Willow was a great album opener. It brought with it those folklore vibes, showing being its sister album. It was slower, having that interesting beat. It’s not a bad song, I just think that since it was a leading single it got a little overplayed. I love the song live, as Swift has fun and interesting choreography with the song on tour. She wears a fun cape and they play with orange orb looking balls, and of course any song is better when you hear it live.  

Moving on down to Swift’s infamous track five, ‘tolerate it’ takes its place. I love this song, it sits in my top three on the album. But, I have to owe the live performance to why I love the song now, and I wish I always appreciated it as much as I do. It is an incredible song that throws out the pains of being in a relationship with someone who doesn’t appreciate your love, they only tolerate it. I think the bridge is what really makes this song, getting angry at the partner, yelling out that emotion.  

Swift wrote some more story-like songs on evermore as well, which gives us my favorite of those, no body, no crime. The story of the song is about her friend Este, who randomly disappears one day, and her husband is acting very suspicious that we had something to do with it.

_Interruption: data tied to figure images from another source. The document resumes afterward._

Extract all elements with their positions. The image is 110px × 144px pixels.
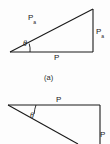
panel-b-angle-label: θ — [30, 112, 34, 120]
panel-b-angle-arc — [34, 105, 36, 114]
panel-a-hypotenuse-label: Pa — [28, 14, 36, 24]
figure-container: Pa Pa P θ (a) P θ P — [0, 0, 110, 144]
panel-b-top-label: P — [56, 96, 61, 104]
panel-a-angle-arc — [29, 44, 30, 52]
panel-b-hypotenuse-line — [8, 105, 78, 144]
panel-a-vertical-label: Pa — [96, 28, 104, 38]
panel-a-angle-label: θ — [23, 40, 27, 48]
panel-a-vertical-subscript: a — [101, 33, 104, 39]
panel-a-base-label: P — [54, 54, 59, 62]
panel-a-caption: (a) — [44, 73, 53, 82]
figure-lines — [0, 0, 110, 144]
panel-b-vertical-label: P — [100, 131, 105, 139]
panel-a-hypotenuse-subscript: a — [33, 19, 36, 25]
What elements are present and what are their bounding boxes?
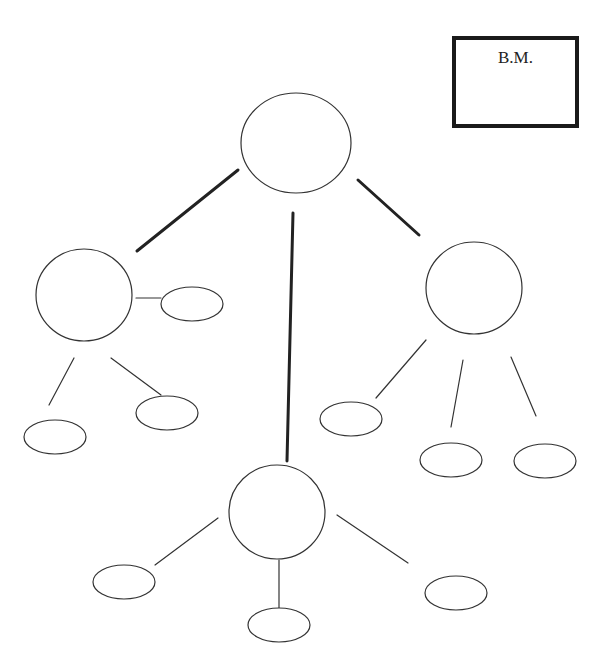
node-bottom-c-ellipse: [425, 576, 487, 610]
node-left-a-ellipse: [24, 420, 86, 454]
node-right-a-ellipse: [320, 402, 382, 436]
node-bottom-b-ellipse: [248, 608, 310, 642]
node-bottom-a-ellipse: [93, 565, 155, 599]
node-right-circle: [426, 242, 522, 334]
node-left-b-ellipse: [136, 396, 198, 430]
edge-root-to-left: [137, 170, 238, 251]
edge-root-to-bottom: [287, 213, 293, 461]
edge-right-to-right-b: [451, 360, 463, 427]
node-bottom-circle: [229, 465, 325, 559]
node-right-b-ellipse: [420, 443, 482, 477]
edge-left-to-left-b: [111, 358, 161, 395]
edge-bottom-to-bottom-c: [337, 515, 408, 563]
initials-box: B.M.: [452, 36, 579, 128]
edge-right-to-right-c: [511, 357, 536, 416]
node-left-side-ellipse: [161, 287, 223, 321]
edge-root-to-right: [358, 180, 419, 235]
edge-right-to-right-a: [376, 340, 426, 398]
initials-label: B.M.: [456, 48, 575, 68]
map-nodes: [24, 93, 576, 642]
node-right-c-ellipse: [514, 444, 576, 478]
node-left-circle: [36, 249, 132, 341]
edge-bottom-to-bottom-a: [155, 518, 218, 565]
edge-left-to-left-a: [49, 358, 74, 405]
node-root-circle: [241, 93, 351, 193]
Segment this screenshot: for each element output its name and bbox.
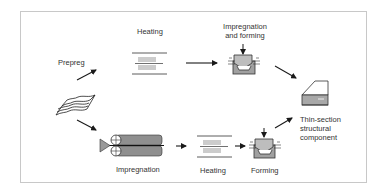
- label-impregnation-forming-line2: and forming: [220, 31, 270, 40]
- label-heating-top: Heating: [137, 27, 163, 36]
- label-prepreg: Prepreg: [58, 58, 85, 67]
- label-component-line2: structural: [300, 124, 341, 133]
- arrow-press-to-component: [275, 66, 296, 78]
- arrow-to-impregnation: [77, 120, 96, 130]
- label-heating-bottom: Heating: [200, 166, 226, 175]
- label-forming: Forming: [251, 166, 279, 175]
- press-mold-icon-bottom: [249, 128, 281, 158]
- label-impregnation-forming: Impregnation and forming: [220, 22, 270, 40]
- process-diagram: [0, 0, 384, 194]
- label-impregnation-forming-line1: Impregnation: [220, 22, 270, 31]
- label-component: Thin-section structural component: [300, 115, 341, 142]
- arrow-prepreg: [77, 70, 96, 80]
- component-icon: [302, 81, 328, 105]
- heater-icon-bottom: [197, 136, 232, 157]
- label-impregnation-bottom: Impregnation: [116, 165, 160, 174]
- label-component-line3: component: [300, 133, 341, 142]
- roller-impregnation-icon: [100, 135, 164, 156]
- heater-icon-top: [132, 53, 167, 74]
- label-component-line1: Thin-section: [300, 115, 341, 124]
- arrow-forming-to-component: [275, 118, 292, 128]
- press-mold-icon-top: [228, 44, 260, 74]
- fabric-stack-icon: [56, 95, 95, 115]
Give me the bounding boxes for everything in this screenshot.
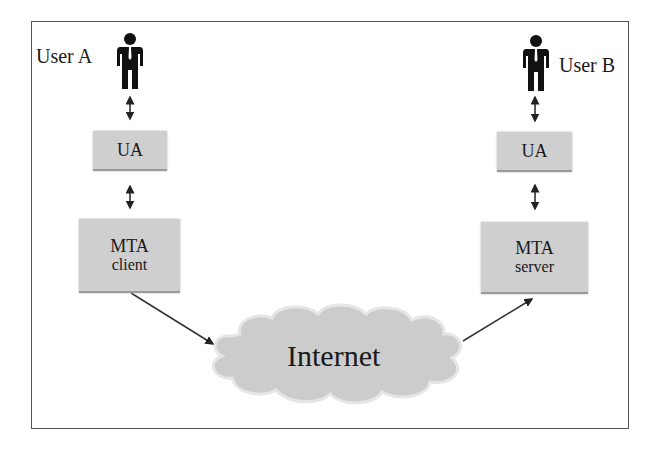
mta-client-subtitle: client [112,256,148,274]
user-b-person-icon [522,34,550,92]
mta-server-title: MTA [515,238,554,258]
ua-left-label: UA [117,140,143,160]
mta-server-box: MTA server [481,222,588,294]
internet-label: Internet [287,341,380,371]
internet-to-mta-server-arrow [463,299,532,341]
mta-client-box: MTA client [79,219,180,293]
user-a-person-icon [116,32,144,90]
mta-server-subtitle: server [515,258,554,276]
ua-left-box: UA [93,131,167,171]
user-a-label: User A [36,46,92,66]
ua-right-label: UA [522,141,548,161]
mta-client-title: MTA [110,236,149,256]
user-b-label: User B [559,55,615,75]
mta-client-to-internet-arrow [131,293,213,344]
ua-right-box: UA [497,132,572,172]
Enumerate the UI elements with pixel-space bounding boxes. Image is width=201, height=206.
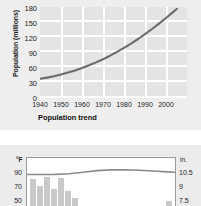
y-axis-tick-labels: 180 150 120 90 60 30 0	[0, 0, 40, 105]
right-axis-tick-labels: 10.5 9 7.5	[177, 145, 201, 206]
y-tick-label: 150	[3, 20, 37, 27]
climate-chart: °F in. 90 70 50 10.5 9 7.5	[0, 145, 201, 206]
left-tick-label: 50	[0, 197, 22, 204]
population-line-series	[40, 7, 187, 98]
left-tick-label: 70	[0, 183, 22, 190]
climate-plot-area	[26, 157, 176, 206]
temperature-line-series	[27, 158, 175, 206]
y-tick-label: 180	[3, 5, 37, 12]
y-tick-label: 30	[3, 80, 37, 87]
screenshot-root: Population (millions) 180 150 120 90 60 …	[0, 0, 201, 206]
right-tick-label: 10.5	[179, 169, 201, 176]
left-tick-label: 90	[0, 169, 22, 176]
y-tick-label: 90	[3, 50, 37, 57]
x-axis-title: Population trend	[38, 113, 97, 122]
y-tick-label: 60	[3, 65, 37, 72]
population-trend-chart: Population (millions) 180 150 120 90 60 …	[0, 0, 201, 130]
right-tick-label: 9	[179, 183, 201, 190]
right-tick-label: 7.5	[179, 197, 201, 204]
x-tick-label: 2000	[153, 101, 179, 109]
x-axis-tick-labels: 1940 1950 1960 1970 1980 1990 2000	[0, 101, 201, 113]
y-tick-label: 120	[3, 35, 37, 42]
left-axis-tick-labels: 90 70 50	[0, 145, 24, 206]
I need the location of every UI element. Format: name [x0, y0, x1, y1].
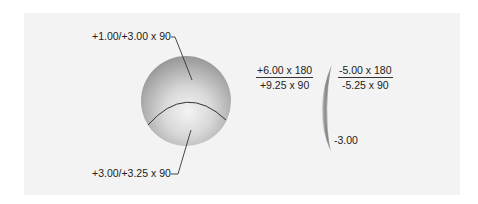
front-surface-power: +6.00 x 180 +9.25 x 90	[256, 65, 313, 90]
upper-sphere-label: +1.00/+3.00 x 90	[92, 31, 171, 42]
sphere	[141, 56, 231, 146]
back-surface-power: -5.00 x 180 -5.25 x 90	[338, 65, 393, 90]
front-surface-numerator: +6.00 x 180	[256, 65, 313, 78]
back-surface-denominator: -5.25 x 90	[338, 78, 393, 91]
front-surface-denominator: +9.25 x 90	[256, 78, 313, 91]
back-surface-numerator: -5.00 x 180	[338, 65, 393, 78]
lens-edge-label: -3.00	[334, 135, 358, 146]
lower-sphere-label: +3.00/+3.25 x 90	[92, 168, 171, 179]
diagram-graphics	[0, 0, 478, 204]
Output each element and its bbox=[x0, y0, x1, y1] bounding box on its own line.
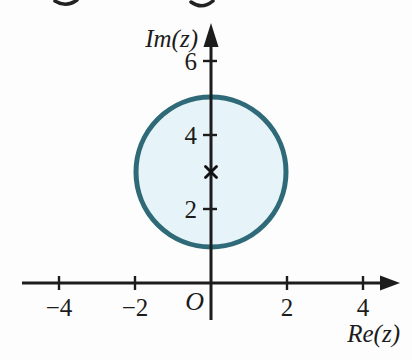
y-tick-label: 6 bbox=[185, 48, 198, 75]
x-tick-label: −2 bbox=[122, 294, 149, 321]
x-tick-label: −4 bbox=[46, 294, 73, 321]
y-axis-label: Im(z) bbox=[144, 25, 198, 53]
x-axis-label: Re(z) bbox=[346, 320, 400, 348]
x-tick-label: 2 bbox=[281, 294, 294, 321]
y-tick-label: 4 bbox=[185, 122, 198, 149]
origin-label: O bbox=[185, 287, 204, 316]
x-tick-label: 4 bbox=[357, 294, 370, 321]
y-tick-label: 2 bbox=[185, 196, 198, 223]
argand-diagram-figure: −4−224 246 Im(z) Re(z) O bbox=[0, 0, 412, 360]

So Swift’s character then supposedly ‘kills’ the husband, and blames it on his mistress. It is a super fun song and the story ties you in even more.  

Later down the track list, comes another one of my favorites and more sentimental ones. ‘Marjorie’ is written about Swift’s grandmother, who passed away when she was little. It is a song that those who have lost a loved one can easily relate to, having lyrics of ‘I’d think you were talking to me now’, ‘the autumn chill that wakes me up’.  

Swift also released a deluxe version, with songs ‘it’s time to go’ and ‘right where you left me’. Right where you left me is one of my all time favorite Taylor songs. It is so fun to sing and listen to, having a mouthful of lyrics that I really enjoy. The song is all about feeling like you can’t move on from something, being ‘still at the restaurant’.  

Overall, I still give evermore a 9/10, being a great album but there’s a few songs on the album that I am not a huge fan of. I think the other songs make up for them though, showing how deep and beautiful Swift’s lyrics can get.